The Liberating, Radical Politics of Hadestown

Hadestown, Anaïs Mitchell's retelling of Orpheus and Eurydice, is the best—and most radical—political musical in years.

I wanted to see Hadestown as soon as I heard, in the world of this musical, that hell is a factory floor. A strange, steamy workshop in which workers toil to make cars, mine coal, and also, somehow, do something with crude oil, an amalgam of the worst profit-making, earth-devouring commodities that are the scourge of this planet. Doesn't all that just make you want to burst out in song?

I've been weary of political musicals ever since a certain retelling of a Founding Father's life became shorthand for extremely boring, self-congratulatory liberal politics—and still costs at least three digits to see. Hadestown, on the other hand, takes place not during the birth of this world we're in but at the end of it, which feels, unfortunately, much more appropriate to the times we're in.

Hadestown is also a retelling, of a Greek myth rather than an American one: the tragedy of Orpheus and Eurydice. In the original story, Orpheus, the lyre player who has the power to animate the flowers and the rivers, marries beautiful wood nymph Eurydice, who suddenly dies. When she travels to the Underworld, Orpheus tries to retrieve her, but encounters its overseer, King Hades. Hades allows the lovers to leave but only if Orpheus leads Eurydice up to the living world without looking back at her. He does; she dies, again. (No spoilers, since that twist is a few thousand years old.)

Anaïs Mitchell, the show's creator, who shepherded it all the way from a community center in Vermont in 2006 to Broadway this year, has taken the idea of an underworld below and the Earth above and brought them ever closer, per our current era. In the dingy barroom that encompasses Hadestown, the people "on top" are still on the road to Hell, waiting for a train—either to take them there, or to bring a change in weather. Hades's wife Persephone, the daughter of Zeus and Demeter, spends half the year with him, and half the year among the living, thus bringing with her, in theory, the spring, signified by a basket full of flowers in the musical. But nowadays, when she arrives, Persephone either brings bitter cold or sweltering heat, due to the constant harvesting down below. Sound familiar?
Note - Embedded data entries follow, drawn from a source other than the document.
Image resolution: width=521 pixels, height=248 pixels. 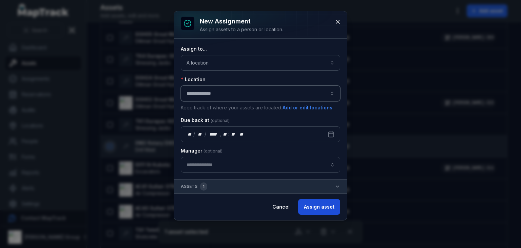 What do you see at coordinates (225, 134) in the screenshot?
I see `div: hour,` at bounding box center [225, 134].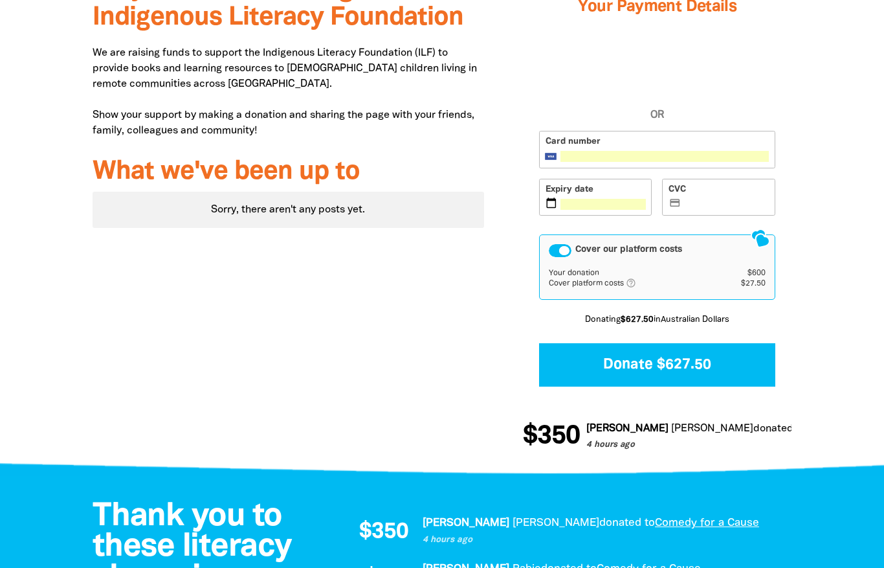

There are other ways that Hadestown evokes today's news, even more obviously than in its anthropocene setting. Hades, in the musical, is a suit-wearing boss, a slick conman who promises wealth but succors in the hungry, poor Eurydice to a life of toil in his factory pit. In a chilling scene in the first act, reminiscent of 1984, Hades describes the continual wall his "children" are building—it's never quite clear whether the wall is real or a metaphor, but it's made obvious, in Fox News-style doublespeak, that they "build the wall" to keep out "the enemy," who "want what we have."

But Barbara Steisand's latest Trump-inspired single "Walls" this is not. Hadestown's political are not merely progressive—that is, they're not just anti-Trump. They're something much bigger: they are radical, worker-driven, dare I say even socialist in their communality. "If no one takes too much, there will always be enough," Orpheus, who is trying to write a melody that will fix the broken world when we meet him, sings at the top of the show, as the ragged, beaten-down citizens of Hadestown and Persephone drink and dance through hardship. Orpheus eventually finishes his song, yes, but, more importantly, he organizes the workers of the Underworld with it. When he miraculously makes his way to Hades without taking the aforementioned train, he breaks the workers (Hadestown's fabulous ensemble, wearing dirty coveralls and headlamps) from their deadness by prompting them to question Hades's authority: "Is it true what they say?"

Orpheus and Eurydice's tragedy then becomes, in the hands of Mitchell, an argument for collective bargaining. That might sound like far too literal a reading, but how else are we to interpret the show's edit to the Greek myth that their deal with Hades also frees the workers of his factory? That Hades's diabolical idea is to keep them apart, to compromise the solidarity they have built rising up, by sowing doubt in Orpheus's head as he walks alone? I don't think its untoward of me to hear the class politics in a musical in which the characters sing the word "poverty" more times than I've ever heard it before in the vicinity of Times Square.

Of course, it's not; Mitchell was inspired in part by Les Miserables in writing Hadestown. In a recent interview with Vogue's own Robert Sullivan, she said that, “It’s a love story, but politics really is romantic." Which is the other reason to see the show aside from the thrill of seeing workers sieze the means of production on Broadway, set to a live band: its love story is transcendent. Orpheus and Eurydice's romance is a rallying cry against the relentless slog of work, production, and pillaging of the world's natural resources that capitalism demands. As is the art of the musical itself, which, though it is poised to become a Tony winner and a huge success, took nearly two decades to come to fruition, the kind of labor that might never have seen profit. The effect is an uncanny combination of realism and hopefulness (if a musical ever embodied Gramsci's “pessimism of the intellect, optimism of the will," it's this one), and anything but escapist or nostalgic. I had one gorgeous line ringing in my ears over and over again as I left the theater: "Let the world we dream about be the one we live in now!"